The United States military carried out strikes on Iranian military sites for a second straight day over the weekend, hitting targets after the US accused Tehran of striking a ship passing through the Strait of Hormuz. Iran responded by targeting US military sites in Bahrain and Kuwait, trading blows with Washington for the second time in a weekend that threatened to collapse a fragile Iran-US memorandum of understanding signed June 17.
According to Al Jazeera, Congress had passed a war powers resolution on Tuesday requiring the president to halt military operations against Iran or seek congressional approval before continuing. The Senate passed the measure 50 to 48, with four Republicans crossing party lines to vote in favor. The House had already passed a similar measure on June 3, by a vote of 215 to 208.
The resolution is nonbinding. The strikes continued anyway. Representative Ro Khanna, a Democrat from California, called the latest attacks "a blatant violation" of the congressional resolution and threatened to take President Trump to court.
Senate Minority Leader Chuck Schumer addressed the chamber before the vote. "For years, Trump promised to put maximum pressure on Iran, but he ended up delivering maximum confusion, maximum chaos, maximum cost to the American people with his disastrous war," Schumer said. "The American people have paid the price for Trump's historic blunder in Iran."
The military campaign against Iran began February 28, and the Senate had voted ten times by Tuesday in attempts to rein it in. The War Powers Resolution of 1973 requires the president to notify Congress within 48 hours of committing armed forces to hostilities and bars sustained military action beyond 60 days without congressional approval.
One Republican who had voted for the resolution changed course after a classified briefing. Senator Bill Cassidy of Louisiana, in an interview that aired on CBS News Face the Nation on June 28, said he received a briefing from Vice President and Special Envoy Steve Witkoff in the Situation Room late Wednesday. That briefing prompted him to reconsider his vote.
Cassidy said his original reason for supporting the war powers measure was not opposition to the campaign itself, but frustration at being kept in the dark. He said his concerns had been that the administration was not achieving its stated goals of destroying Iran's nuclear capability, degrading its ballistic missile program, and weakening its conventional military forces. He also noted that early signals had suggested regime change was among the objectives.
In the CBS News transcript, Cassidy described how the shift happened. He said he passed a note to Witkoff after an exchange with the president. "Steve, I would consider changing my vote, but I've been voting yes because I've not been briefed," Cassidy recalled telling him. Witkoff replied, "Call me back in the hour and let's have a briefing."
After the briefing, Cassidy said regime change appeared to be off the table, but that the other three objectives remained in play. "Now we have to trust but verify, but as they laid it out, they have a plausible plan by which to achieve those," Cassidy said.
Cassidy compared his approach to that of a physician. He said he was trained to gather as much information as possible before making a diagnosis, and that being denied that information made him unwilling to approve a course of action.
The exchange between Cassidy and Trump on Wednesday, according to the interview, involved raised voices in a closed-door Senate meeting. Trump reportedly berated Cassidy over his earlier vote. Cassidy said he told the president he would not be bullied.
Israel also continued to conduct strikes on Lebanon over the weekend despite a framework deal signed Friday and the memorandum of understanding calling for an end to military action on all fronts, including Lebanon.
The Iran-US memorandum of understanding was signed June 17. Whether it survives the latest round of exchanges between Washington and Tehran remained unclear as of Sunday.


*Required work*. Return the records, each one exactly as written.

*Record excerpts*.
[Start of Attachment]

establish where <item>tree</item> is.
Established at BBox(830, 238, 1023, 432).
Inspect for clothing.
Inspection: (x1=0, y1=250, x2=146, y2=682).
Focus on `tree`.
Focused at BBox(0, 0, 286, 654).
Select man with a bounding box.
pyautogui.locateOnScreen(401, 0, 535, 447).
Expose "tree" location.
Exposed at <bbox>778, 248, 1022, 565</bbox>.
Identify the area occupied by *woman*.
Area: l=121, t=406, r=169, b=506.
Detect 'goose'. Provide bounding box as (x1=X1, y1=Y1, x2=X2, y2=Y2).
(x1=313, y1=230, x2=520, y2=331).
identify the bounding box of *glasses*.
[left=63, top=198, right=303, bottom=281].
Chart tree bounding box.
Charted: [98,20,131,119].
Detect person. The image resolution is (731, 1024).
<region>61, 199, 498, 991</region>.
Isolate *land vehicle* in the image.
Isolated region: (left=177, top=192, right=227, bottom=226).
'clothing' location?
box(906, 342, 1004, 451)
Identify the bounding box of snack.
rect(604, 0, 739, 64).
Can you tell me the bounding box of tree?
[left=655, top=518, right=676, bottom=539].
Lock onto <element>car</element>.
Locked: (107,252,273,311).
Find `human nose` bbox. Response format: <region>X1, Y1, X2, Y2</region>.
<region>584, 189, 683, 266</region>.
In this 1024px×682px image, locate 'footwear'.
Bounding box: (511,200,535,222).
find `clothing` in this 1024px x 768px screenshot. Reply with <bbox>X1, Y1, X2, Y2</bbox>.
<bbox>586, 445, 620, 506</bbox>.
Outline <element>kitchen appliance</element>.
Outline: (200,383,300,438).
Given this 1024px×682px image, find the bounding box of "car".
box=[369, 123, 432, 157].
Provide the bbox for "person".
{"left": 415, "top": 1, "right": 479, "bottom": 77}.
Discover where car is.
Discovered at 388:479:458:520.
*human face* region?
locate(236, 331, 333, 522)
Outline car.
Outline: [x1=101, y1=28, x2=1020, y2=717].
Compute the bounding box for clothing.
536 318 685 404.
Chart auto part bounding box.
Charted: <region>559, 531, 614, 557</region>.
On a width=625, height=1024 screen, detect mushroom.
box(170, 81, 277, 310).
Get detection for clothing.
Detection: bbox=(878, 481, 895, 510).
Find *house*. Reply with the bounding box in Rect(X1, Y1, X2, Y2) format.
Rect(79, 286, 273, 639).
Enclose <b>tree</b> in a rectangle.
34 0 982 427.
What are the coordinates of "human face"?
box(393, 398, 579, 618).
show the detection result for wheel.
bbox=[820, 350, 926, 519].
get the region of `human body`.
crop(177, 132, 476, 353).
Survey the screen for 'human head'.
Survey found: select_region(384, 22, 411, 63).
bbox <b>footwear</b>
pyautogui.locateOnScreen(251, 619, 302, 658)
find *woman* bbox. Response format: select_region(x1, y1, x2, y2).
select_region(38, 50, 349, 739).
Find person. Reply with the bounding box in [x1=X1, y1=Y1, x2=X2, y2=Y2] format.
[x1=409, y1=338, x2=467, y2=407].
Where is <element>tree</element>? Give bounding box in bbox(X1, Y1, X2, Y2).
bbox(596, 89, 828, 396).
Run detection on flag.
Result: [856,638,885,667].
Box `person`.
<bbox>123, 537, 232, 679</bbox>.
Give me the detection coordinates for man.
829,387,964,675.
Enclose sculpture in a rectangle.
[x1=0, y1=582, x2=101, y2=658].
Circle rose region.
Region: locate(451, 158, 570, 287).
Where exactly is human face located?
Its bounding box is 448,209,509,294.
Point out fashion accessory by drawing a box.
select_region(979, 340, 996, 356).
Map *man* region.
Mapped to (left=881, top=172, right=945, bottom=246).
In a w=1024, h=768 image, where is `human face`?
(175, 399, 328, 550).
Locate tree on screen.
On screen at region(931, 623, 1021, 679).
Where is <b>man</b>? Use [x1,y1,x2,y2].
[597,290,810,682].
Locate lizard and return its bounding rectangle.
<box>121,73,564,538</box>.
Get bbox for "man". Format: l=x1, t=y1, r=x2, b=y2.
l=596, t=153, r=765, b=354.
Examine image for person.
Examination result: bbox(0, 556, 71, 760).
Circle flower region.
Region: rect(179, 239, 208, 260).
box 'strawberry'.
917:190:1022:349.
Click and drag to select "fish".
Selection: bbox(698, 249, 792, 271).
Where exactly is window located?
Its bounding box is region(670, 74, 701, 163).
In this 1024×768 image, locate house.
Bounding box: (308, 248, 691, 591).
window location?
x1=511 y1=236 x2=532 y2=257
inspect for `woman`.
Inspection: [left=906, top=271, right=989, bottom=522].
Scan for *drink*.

[End of Attachment]

*Result*.
establish where <item>tree</item> is.
Established at BBox(830, 238, 1023, 432).
Inspect for clothing.
Inspection: (x1=0, y1=250, x2=146, y2=682).
Focus on `tree`.
Focused at BBox(0, 0, 286, 654).
Select man with a bounding box.
pyautogui.locateOnScreen(401, 0, 535, 447).
Expose "tree" location.
Exposed at <bbox>778, 248, 1022, 565</bbox>.
Identify the area occupied by *woman*.
Area: l=121, t=406, r=169, b=506.
Detect 'goose'. Provide bounding box as (x1=X1, y1=Y1, x2=X2, y2=Y2).
(x1=313, y1=230, x2=520, y2=331).
identify the bounding box of *glasses*.
[left=63, top=198, right=303, bottom=281].
Chart tree bounding box.
Charted: [98,20,131,119].
Detect person. The image resolution is (731, 1024).
<region>61, 199, 498, 991</region>.
Isolate *land vehicle* in the image.
Isolated region: (left=177, top=192, right=227, bottom=226).
'clothing' location?
box(906, 342, 1004, 451)
Identify the bounding box of snack.
rect(604, 0, 739, 64).
Can you tell me the bounding box of tree?
[left=655, top=518, right=676, bottom=539].
Lock onto <element>car</element>.
Locked: (107,252,273,311).
Find `human nose` bbox. Response format: <region>X1, Y1, X2, Y2</region>.
<region>584, 189, 683, 266</region>.
In this 1024px×682px image, locate 'footwear'.
Bounding box: (511,200,535,222).
find `clothing` in this 1024px x 768px screenshot. Reply with <bbox>X1, Y1, X2, Y2</bbox>.
<bbox>586, 445, 620, 506</bbox>.
Outline <element>kitchen appliance</element>.
Outline: (200,383,300,438).
Given this 1024px×682px image, find the bounding box of "car".
box=[369, 123, 432, 157].
Provide the bbox for "person".
{"left": 415, "top": 1, "right": 479, "bottom": 77}.
Discover where car is.
Discovered at 388:479:458:520.
*human face* region?
locate(236, 331, 333, 522)
Outline car.
Outline: [x1=101, y1=28, x2=1020, y2=717].
Compute the bounding box for clothing.
536 318 685 404.
Chart auto part bounding box.
Charted: <region>559, 531, 614, 557</region>.
On a width=625, height=1024 screen, detect mushroom.
box(170, 81, 277, 310).
Get detection for clothing.
Detection: bbox=(878, 481, 895, 510).
Find *house*. Reply with the bounding box in Rect(X1, Y1, X2, Y2) format.
Rect(79, 286, 273, 639).
Enclose <b>tree</b> in a rectangle.
34 0 982 427.
What are the coordinates of "human face"?
box(393, 398, 579, 618).
show the detection result for wheel.
bbox=[820, 350, 926, 519].
get the region of `human body`.
crop(177, 132, 476, 353).
Survey the screen for 'human head'.
Survey found: select_region(384, 22, 411, 63).
bbox <b>footwear</b>
pyautogui.locateOnScreen(251, 619, 302, 658)
find *woman* bbox. Response format: select_region(x1, y1, x2, y2).
select_region(38, 50, 349, 739).
Find person. Reply with the bounding box in [x1=X1, y1=Y1, x2=X2, y2=Y2] format.
[x1=409, y1=338, x2=467, y2=407].
Where is <element>tree</element>? Give bounding box in bbox(X1, Y1, X2, Y2).
bbox(596, 89, 828, 396).
Run detection on flag.
Result: [856,638,885,667].
Box `person`.
<bbox>123, 537, 232, 679</bbox>.
Give me the detection coordinates for man.
829,387,964,675.
Enclose sculpture in a rectangle.
[x1=0, y1=582, x2=101, y2=658].
Circle rose region.
Region: locate(451, 158, 570, 287).
Where exactly is human face located?
Its bounding box is 448,209,509,294.
Point out fashion accessory by drawing a box.
select_region(979, 340, 996, 356).
Map *man* region.
Mapped to (left=881, top=172, right=945, bottom=246).
In a w=1024, h=768 image, where is `human face`?
(175, 399, 328, 550).
Locate tree on screen.
On screen at region(931, 623, 1021, 679).
Where is <b>man</b>? Use [x1,y1,x2,y2].
[597,290,810,682].
Locate lizard and return its bounding rectangle.
<box>121,73,564,538</box>.
Get bbox for "man". Format: l=x1, t=y1, r=x2, b=y2.
l=596, t=153, r=765, b=354.
Examine image for person.
Examination result: bbox(0, 556, 71, 760).
Circle flower region.
Region: rect(179, 239, 208, 260).
box 'strawberry'.
917:190:1022:349.
Click and drag to select "fish".
Selection: bbox(698, 249, 792, 271).
Where exactly is window located?
Its bounding box is region(670, 74, 701, 163).
In this 1024×768 image, locate house.
Bounding box: (308, 248, 691, 591).
window location?
x1=511 y1=236 x2=532 y2=257
inspect for `woman`.
Inspection: [left=906, top=271, right=989, bottom=522].
Scan for *drink*.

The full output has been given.